All of the settlements were negotiated in lieu of official lawsuits from the states.

Under the terms of the recent state settlements, the company pledged to enforce stricter safeguards, including by requiring age verification for all users. It will also expand parental controls, end all encryption on chats for minors, and restrict chats between users over and under age 16 unless they are verified as a "trusted friend."

Users between 13 and 15 years old can add these "trusted friends" via a phone contact importer or a QR code, while users under 13 require parental consent to do so.

Roblox has rolled out a slew of safety protocols in recent months and years, including a suite of parental controls, increasingly strict age verification policies and wholly separate age-based accounts for minors to launch in June.

But the platform has continued to face backlash from parents and officials.

More than 100 families have also sued the company over its alleged failure to prevent children from being groomed or assaulted by predators on Roblox. Their individual lawsuits are now consolidated into multidistrict litigation in the U.S. District Court for the Northern District of California.

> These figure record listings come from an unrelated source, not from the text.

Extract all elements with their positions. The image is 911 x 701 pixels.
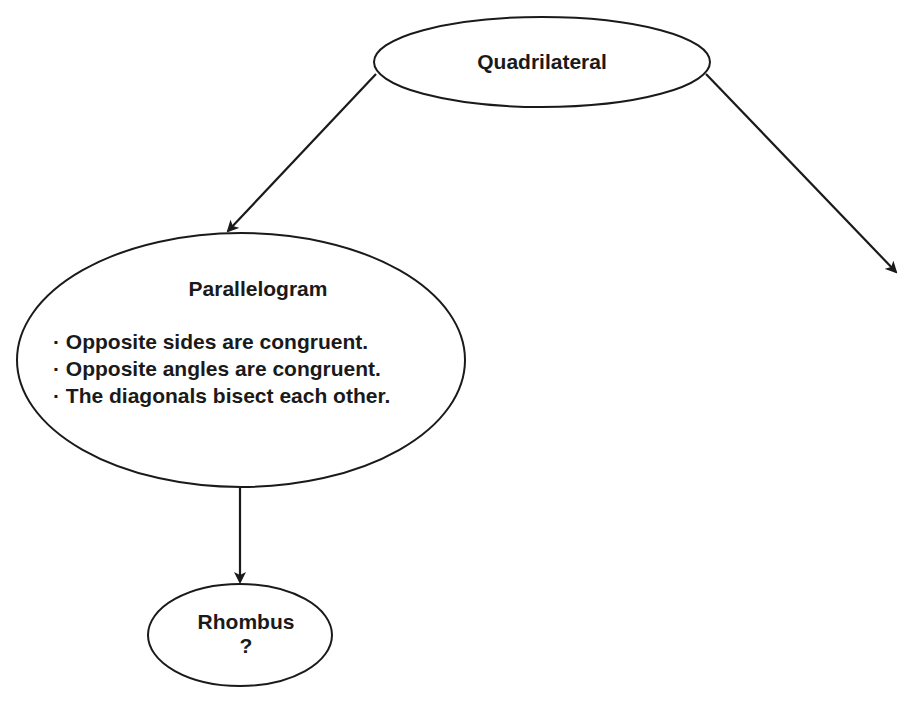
node-rhombus-unknown-property: ? [240, 634, 253, 657]
edge-quadrilateral-to-parallelogram [228, 74, 376, 231]
node-quadrilateral-title: Quadrilateral [477, 50, 607, 73]
node-parallelogram: Parallelogram · Opposite sides are congr… [17, 233, 465, 487]
node-rhombus: Rhombus ? [148, 584, 332, 686]
diagram-canvas: Quadrilateral Parallelogram · Opposite s… [0, 0, 911, 701]
node-quadrilateral: Quadrilateral [374, 17, 710, 107]
node-parallelogram-title: Parallelogram [189, 277, 328, 300]
node-parallelogram-property: · The diagonals bisect each other. [53, 384, 390, 407]
node-parallelogram-property: · Opposite angles are congruent. [53, 357, 381, 380]
node-rhombus-title: Rhombus [198, 610, 295, 633]
node-parallelogram-property: · Opposite sides are congruent. [53, 330, 368, 353]
edge-quadrilateral-to-offscreen [706, 74, 896, 272]
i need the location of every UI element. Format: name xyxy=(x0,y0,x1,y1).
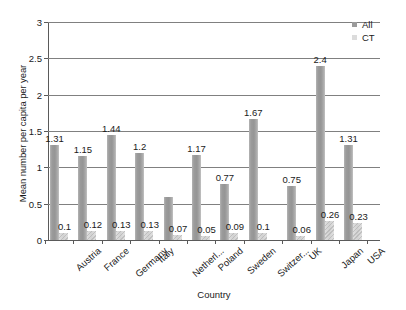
x-tick-mark xyxy=(367,240,368,244)
bar-ct[interactable] xyxy=(116,231,125,240)
y-tick-mark xyxy=(44,167,48,168)
legend-label: All xyxy=(362,19,373,30)
bar-value-label: 0.75 xyxy=(282,174,301,185)
bar-value-label: 0.13 xyxy=(112,219,131,230)
bar-value-label: 2.4 xyxy=(313,54,326,65)
bar-value-label: 1.15 xyxy=(74,144,93,155)
x-tick-mark xyxy=(102,240,103,244)
x-axis-line xyxy=(48,240,380,241)
bar-value-label: 0.77 xyxy=(216,172,235,183)
y-tick-mark xyxy=(44,58,48,59)
bar-value-label: 0.1 xyxy=(257,221,270,232)
gridline xyxy=(48,131,380,132)
gridline xyxy=(48,58,380,59)
y-tick-label: 2 xyxy=(37,89,42,100)
x-tick-mark xyxy=(311,240,312,244)
legend-swatch-ct xyxy=(352,35,357,40)
bar-all[interactable] xyxy=(344,145,353,240)
bar-chart: Mean number per capita per year 00.511.5… xyxy=(0,0,406,310)
bar-ct[interactable] xyxy=(353,223,362,240)
bar-value-label: 1.17 xyxy=(187,143,206,154)
y-axis-title: Mean number per capita per year xyxy=(17,34,28,234)
y-tick-mark xyxy=(44,95,48,96)
y-tick-label: 3 xyxy=(37,17,42,28)
plot-area: 00.511.522.53 1.310.11.150.121.440.131.2… xyxy=(48,22,380,241)
x-category-label: Japan xyxy=(338,245,365,270)
legend-swatch-all xyxy=(352,22,357,27)
x-category-label: Austria xyxy=(74,245,103,273)
legend-label: CT xyxy=(362,32,375,43)
bar-value-label: 0.07 xyxy=(169,223,188,234)
bar-value-label: 0.13 xyxy=(140,219,159,230)
bar-value-label: 0.1 xyxy=(58,221,71,232)
bar-value-label: 0.26 xyxy=(321,209,340,220)
x-tick-mark xyxy=(159,240,160,244)
bar-value-label: 1.31 xyxy=(339,133,358,144)
bar-value-label: 0.09 xyxy=(226,221,245,232)
y-tick-mark xyxy=(44,204,48,205)
bar-ct[interactable] xyxy=(173,235,182,240)
x-tick-mark xyxy=(130,240,131,244)
x-tick-mark xyxy=(45,240,46,244)
x-tick-mark xyxy=(339,240,340,244)
y-tick-label: 0 xyxy=(37,235,42,246)
y-tick-label: 2.5 xyxy=(29,53,42,64)
x-category-label: Switzer... xyxy=(275,245,311,279)
bar-value-label: 0.23 xyxy=(349,211,368,222)
bar-value-label: 1.44 xyxy=(102,123,121,134)
bar-ct[interactable] xyxy=(87,231,96,240)
x-tick-mark xyxy=(73,240,74,244)
x-category-label: Sweden xyxy=(245,245,278,276)
x-category-label: USA xyxy=(365,245,387,266)
bar-value-label: 1.2 xyxy=(133,141,146,152)
y-tick-label: 0.5 xyxy=(29,198,42,209)
x-tick-mark xyxy=(215,240,216,244)
bar-ct[interactable] xyxy=(258,233,267,240)
x-tick-mark xyxy=(244,240,245,244)
bar-ct[interactable] xyxy=(229,233,238,240)
bar-value-label: 0.12 xyxy=(84,219,103,230)
bar-ct[interactable] xyxy=(325,221,334,240)
x-tick-mark xyxy=(187,240,188,244)
y-tick-label: 1.5 xyxy=(29,126,42,137)
x-category-label: UK xyxy=(307,245,324,262)
bar-ct[interactable] xyxy=(144,231,153,240)
gridline xyxy=(48,95,380,96)
y-tick-mark xyxy=(44,22,48,23)
x-category-label: France xyxy=(102,245,131,273)
bar-value-label: 0.06 xyxy=(292,224,311,235)
bar-ct[interactable] xyxy=(201,236,210,240)
x-axis-title: Country xyxy=(48,289,380,300)
bar-value-label: 0.05 xyxy=(197,224,216,235)
bar-ct[interactable] xyxy=(296,236,305,240)
bar-value-label: 1.31 xyxy=(45,133,64,144)
bar-ct[interactable] xyxy=(59,233,68,240)
bar-value-label: 1.67 xyxy=(244,107,263,118)
legend-item[interactable]: All xyxy=(352,18,400,31)
y-tick-label: 1 xyxy=(37,162,42,173)
gridline xyxy=(48,22,380,23)
legend: AllCT xyxy=(352,18,400,44)
gridline xyxy=(48,167,380,168)
gridline xyxy=(48,204,380,205)
legend-item[interactable]: CT xyxy=(352,31,400,44)
x-tick-mark xyxy=(282,240,283,244)
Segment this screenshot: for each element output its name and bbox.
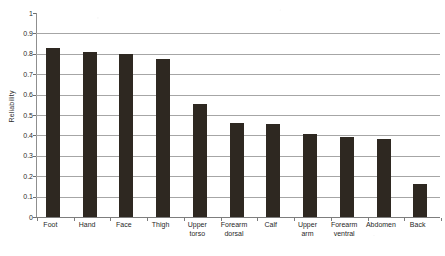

At least seven states also have pending litigation against Roblox.

With the Nevada settlement, Roblox agreed to pay $12.5 million, with the majority to be funneled into children’s programs in the state over the next three years, and the rest to fund a Nevada-based company law ​enforcement liaison and a two-year online safety awareness campaign.

During a press conference Tuesday, Marshall said some of the changes announced in the Alabama settlement have already been implemented, while others will take place between May 1 and Sept. 1.

He also told NBC News in an interview that the settlement sets a framework for structural changes that he believes will "satisfy significant concerns of attorneys general across the country."

"And so our hope in resolving this quickly was not only protect Alabama kids, but also to be able to be an impetus for other states to obtain similar injunctive relief so that their children likewise can take advantage of these similar safety protections," Marshall said.

A spokesperson for Roblox also told NBC News that the company views its first settlement with Nevada as a "blueprint" for how industry leaders and regulators can work together.